We laid out the X-ray films on the Formica, careful not to splash our bottomless cups of coffee.
“So it’s a person?” Bodhi yawned.
I held the film up to the window for a better look. “A man. It must have been painted out, too. Maybe at the same time as the ring.”
“That’s weird.”
I thought for a second. “Not necessarily. Raphael painted some Holy Family paintings—you know, Mary, Joseph, and Jesus together. Maybe that student, Romano, who painted out the ring—maybe he thought it would be worth more with just Mary and Jesus.”
I hauled out the trusty monograph again and found a few examples of Holy Family paintings clustered together toward the back of the book. “See, it’s a pretty common composition. There’s Mary sitting with Jesus. And then Joseph is usually standing behind them, kind of looking over them, like our painted-out man is. Joseph usually has this staff or cane or big stick of some kind.”
Bodhi snatched up the X-ray. “I can’t tell a lot from this, but there’s definitely no stick.” I took it back and looked, too. It was true. The man behind the Madonna and Child held nothing, resting one arm on the Virgin’s shoulder and the other reaching toward the Christ Child.
“There’s something else weird,” I ventured. “No beard.”
“What are you talking about?” Bodhi tapped at the man’s outline. “There’s a beard right there.” She was right. The man sported the outline of a mustache and closely cropped beard, which matched the dark hair that he wore in a pageboy parted down the middle.
“But not the right kind. Joseph is supposed to have a long, gray beard and a bald head. It’s part of his iconography.”
“What’s that?”
“You doofus, didn’t you hear anything Reverend Cecily said?” It thrilled me a little to have a friend I could insult so casually. “Iconography. Like, every saint or figure has things that identify them. So John the Baptist is always wearing animal skins, because he wandered the wilderness. And Saint Peter always has keys, because he holds the keys to heaven. And the Virgin Mary is always wearing blue, because it was the most expensive color in the artist’s paint box. They made the paint out of crushed jewels.”
Bodhi took a slurp
of her coffee.
“Well, our Virgin isn’t wearing blue. She’s wearing gray. Gray and white.”

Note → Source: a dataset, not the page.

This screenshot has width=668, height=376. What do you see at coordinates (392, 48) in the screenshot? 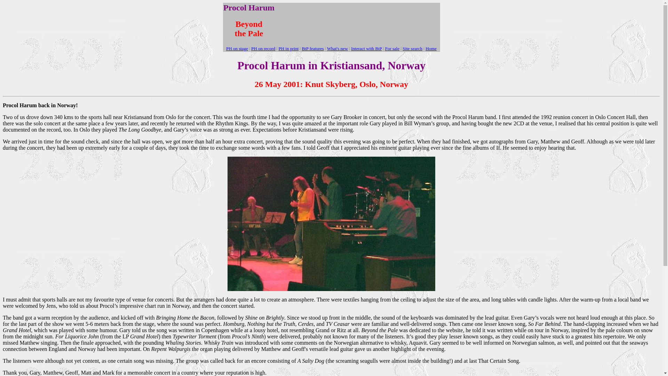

Bodhi was right. A drab gray dress with white sleeves.
“And another thing,” Bodhi peeked at the monograph again, “these guys in the book are wearing—what are those? Togas?”
“Yes, togas. It was part of the whole Renaissance obsession with classical Greek and—”

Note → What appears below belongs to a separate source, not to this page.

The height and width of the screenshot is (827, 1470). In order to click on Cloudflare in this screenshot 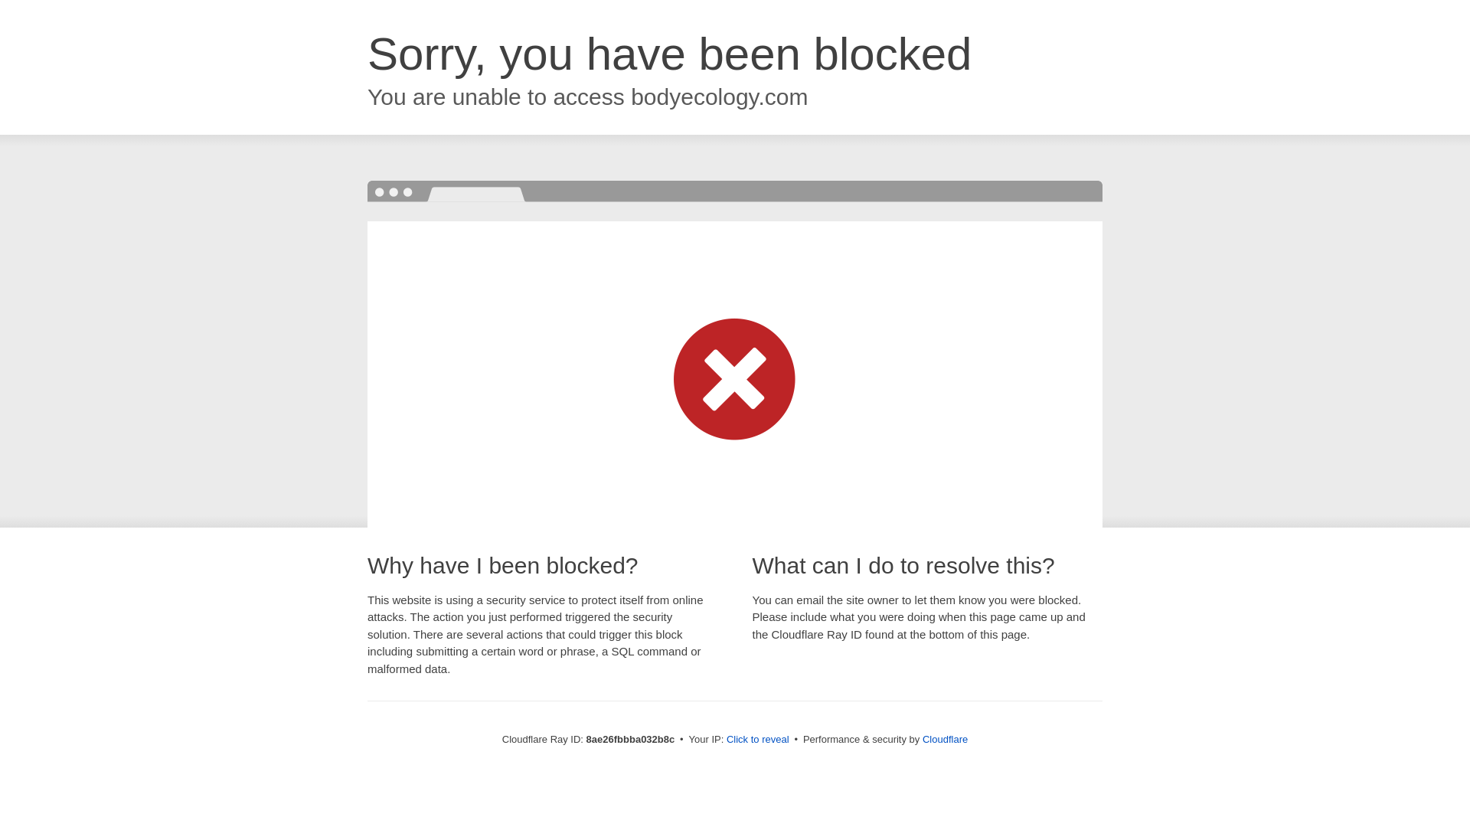, I will do `click(945, 739)`.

Bodhi tapped the X-ray and the window behind it again. “Well, there’s no toga here. No toga, no long beard, no stick.”
There was something familiar about the specter behind the Madonna and Child. The way he gazed directly at the viewer with his large, round eyes. The familiarity of the hand on the Virgin’s shoulder. The hair and the beard and the—
“Oh. My. God.”
I dropped the film and paged frantically through the monograph, stopping at a painting of two men.
“What’s that one called?” Bodhi asked.
“It’s a painting called Self-Portrait with a Friend.” I propped up the book for Bodhi to see. “Look at the man standing in back.”
“Self-portrait?” Bodhi’s eyes widened. “That’s . . . ?”
“Yes,” I nodded. “That’s Raphael himself. And so,” I held up the X-ray again, “is that.”
Chapter Eleven
It wasn’t a Madonna and Child. Or even a Holy Family. It was a family portrait.
A family portrait of Raffaello Sanzio, his secret wife, and his sleeping child. Making this the only painting—the only record of any kind—that proved the existence of Raphael’s family.
Suddenly everything made sense.
It explained why the woman and child looked so human, so complex, and nothing like gods.
It explained why Margherita Luti—not the Virgin Mary—was identified with the pearl (margarita) in her hair.
It explained the hand on the boob. For once my mother was right: Raphael was trying to tell us—across three different paintings—that she was not just a mistress, but a mother.
But I still didn’t understand what had transformed the sexy and sensuous Fornarina into such a melancholy figure.